ESPN The Magazine’s annual birthday suit issue, otherwise called “The Body Issue,” is 10 years old this year. Sports Illustrated’s annual swimsuit issue that comes out each February mainly features models; ESPN instead focuses on male and female pro and amateur athletes, both retired and active in their respective sport.
Serena Williams’s 2009 Body Issue cover still ranks as ESPN’s bestseller – hers was one of six alternative covers used for the inaugural issue. This year it’s called BODY10, which hit newsstands June 29.
“The goal has always been for us to celebrate the athletic form – in every shape and size, and to allow people to stop and marvel at the works of art these bodies truly are,” said ESPN The Magazine Editor-in-Chief Alison Overholt. The four-letter sports network will air a documentary on the Body Issue’s decade on Thursday, July 5, at 6 pm Central time.
Despite their success, both SI and ESPN continue to get their share of complaints that both magazines are selling sex. National Center on Sexual Exploitation’s Haley Halverson wrote last year in the Huffington Post, “Many people are not surprised…since nude or sexualized images in magazines are so common . . . [The issue] is most likely not intended to be sexually arousing.”
Williams’ photo shoot, if you recall, got double-criticism, and some, including this columnist, saw much of that criticism as racially motivated. This year’s Body Issue cover featuring Seattle Storm’s Sue Bird and her partner, soccer player Megan Rapinoe, is expected to irksome as well.
“It’s been great – 99 percent positive,” Bird said on the feedback she’d received to date. She told reporters on last week’s WNBA media call, including the MSR, “Some people, primarily on Twitter, [are critical], but I try not to read the comments. Some people don’t like naked bodies.”
Bird and teammate Breanna Stewart are the only WNBA players in the 2018 edition. “To be in the Body Issue is a big deal,” said. Stewart.
Other W players who have appeared in the issue include Cappie Pondexter, Candace Parker, Nneka Ogwumike and Lynx center Sylvia Fowles — 11 in total.
“It was completely up to me,” Parker said of her 2012 photo shoot. “I wanted to do it because I had a child. The issue showed that women can do it all — create life and get back in sports.”
The Wolves’ Karl-Anthony Towns is among six Black athletes in this year’s issue, including two Black females (track’s Tori Bowie and soccer’s Crystal Dunn).
Ogwumike appeared in last year’s issue: “I got mixed reviews because I came from a very conservative culture being Nigerian. I had a lot of conference calls with family members,” she said.
Fowles last week briefly talked about her 2011 Body Issue photo shoot: “I was awkward at first,” she recalled. “When I see everyone else’s [photos] I get jealous because [they are] standing in a studio. I was in California, in the middle of the desert. Why am I out there dying? It was hell-hot… It was fun.”
On criticism about her and other athletes posing in the Body Issue, Fowles stressed, “I don’t see anything wrong with it. I don’t think it’s sexploitation.”
“We’re women. We get criticized a lot in our sport – we need to wear this or we need to do that. I think it’s fine to be able to go out there and hoop and play hard, but you have a sensitive side to you [as well].”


**WHAT THE TASK ASKS:**
Extract all lines from the data beneath that include the word "area".

※ ※ ※

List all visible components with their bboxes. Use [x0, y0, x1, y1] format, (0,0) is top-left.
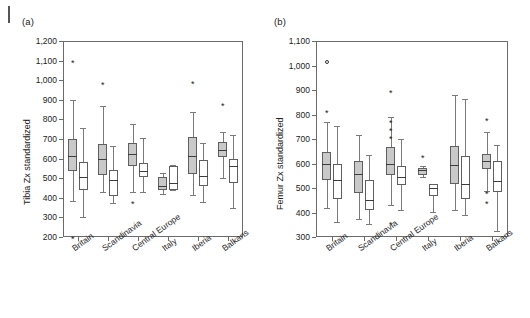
y-tick — [312, 41, 316, 42]
outlier-star-marker: * — [101, 81, 105, 90]
whisker-cap — [70, 100, 76, 101]
whisker-cap — [100, 106, 106, 107]
whisker-cap — [420, 177, 426, 178]
outlier-star-marker: * — [325, 108, 329, 117]
whisker-cap — [398, 210, 404, 211]
outlier-star-marker: * — [485, 190, 489, 199]
median-line — [482, 161, 491, 162]
y-tick-label: 900 — [15, 95, 57, 105]
y-tick — [312, 164, 316, 165]
y-tick — [59, 119, 63, 120]
outlier-circle-marker — [325, 60, 329, 64]
box-open — [333, 164, 342, 199]
whisker-cap — [452, 210, 458, 211]
whisker-cap — [462, 215, 468, 216]
median-line — [218, 150, 227, 151]
y-tick-label: 600 — [15, 154, 57, 164]
y-tick — [59, 100, 63, 101]
whisker-cap — [356, 135, 362, 136]
y-tick — [312, 188, 316, 189]
outlier-star-marker: * — [221, 101, 225, 110]
median-line — [199, 176, 208, 177]
y-tick — [59, 139, 63, 140]
whisker-cap — [200, 202, 206, 203]
whisker-cap — [366, 155, 372, 156]
median-line — [429, 188, 438, 189]
whisker-cap — [110, 203, 116, 204]
y-tick-label: 1,200 — [15, 36, 57, 46]
whisker-cap — [70, 201, 76, 202]
whisker-cap — [356, 219, 362, 220]
median-line — [109, 180, 118, 181]
box-open — [139, 163, 148, 177]
y-tick — [312, 115, 316, 116]
median-line — [158, 186, 167, 187]
whisker-cap — [366, 224, 372, 225]
whisker-cap — [220, 178, 226, 179]
box-shaded — [386, 147, 395, 175]
panel-b: (b) Femur Zx standardized 30040050060070… — [265, 0, 530, 318]
outlier-star-marker: * — [389, 221, 393, 230]
median-line — [139, 171, 148, 172]
y-tick-label: 1,100 — [15, 56, 57, 66]
median-line — [386, 164, 395, 165]
whisker-cap — [334, 126, 340, 127]
whisker-cap — [190, 195, 196, 196]
y-tick-label: 1,100 — [268, 36, 310, 46]
y-tick-label: 500 — [15, 173, 57, 183]
median-line — [169, 183, 178, 184]
median-line — [229, 166, 238, 167]
outlier-star-marker: * — [71, 58, 75, 67]
y-tick — [59, 159, 63, 160]
y-tick-label: 900 — [268, 85, 310, 95]
panel-a-plot-area — [63, 41, 243, 237]
y-tick-label: 300 — [268, 232, 310, 242]
y-tick-label: 800 — [15, 114, 57, 124]
y-tick-label: 800 — [268, 110, 310, 120]
whisker-cap — [334, 222, 340, 223]
median-line — [354, 174, 363, 175]
y-tick — [312, 213, 316, 214]
whisker-cap — [160, 173, 166, 174]
y-tick — [59, 217, 63, 218]
median-line — [365, 200, 374, 201]
panel-b-label: (b) — [274, 16, 286, 27]
y-tick-label: 700 — [15, 134, 57, 144]
median-line — [461, 184, 470, 185]
whisker-cap — [484, 132, 490, 133]
median-line — [322, 164, 331, 165]
box-open — [461, 156, 470, 199]
whisker-cap — [230, 208, 236, 209]
whisker-cap — [130, 192, 136, 193]
y-tick — [312, 90, 316, 91]
whisker-cap — [130, 124, 136, 125]
box-open — [229, 159, 238, 183]
whisker-cap — [324, 122, 330, 123]
whisker-cap — [324, 208, 330, 209]
y-tick — [59, 80, 63, 81]
y-tick — [59, 198, 63, 199]
whisker-cap — [140, 138, 146, 139]
y-tick — [312, 237, 316, 238]
y-tick — [59, 61, 63, 62]
whisker-cap — [220, 132, 226, 133]
outlier-star-marker: * — [485, 200, 489, 209]
box-open — [365, 180, 374, 209]
whisker-cap — [160, 194, 166, 195]
whisker-cap — [494, 231, 500, 232]
median-line — [128, 154, 137, 155]
box-open — [429, 184, 438, 196]
outlier-star-marker: * — [191, 79, 195, 88]
median-line — [98, 159, 107, 160]
outlier-star-marker: * — [131, 200, 135, 209]
box-shaded — [158, 177, 167, 190]
whisker-cap — [110, 146, 116, 147]
whisker-cap — [100, 192, 106, 193]
box-shaded — [322, 152, 331, 180]
y-tick-label: 1,000 — [15, 75, 57, 85]
panel-b-plot-area — [316, 41, 508, 237]
y-tick-label: 400 — [268, 208, 310, 218]
x-axis-label: Italy — [420, 236, 438, 253]
whisker-cap — [388, 205, 394, 206]
figure-boxplots: (a) Tibia Zx standardized 20030040050060… — [0, 0, 530, 318]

※ ※ ※

**EXPECTED ANSWER:**
panel-a-plot-area — [63, 41, 243, 237]
panel-b-plot-area — [316, 41, 508, 237]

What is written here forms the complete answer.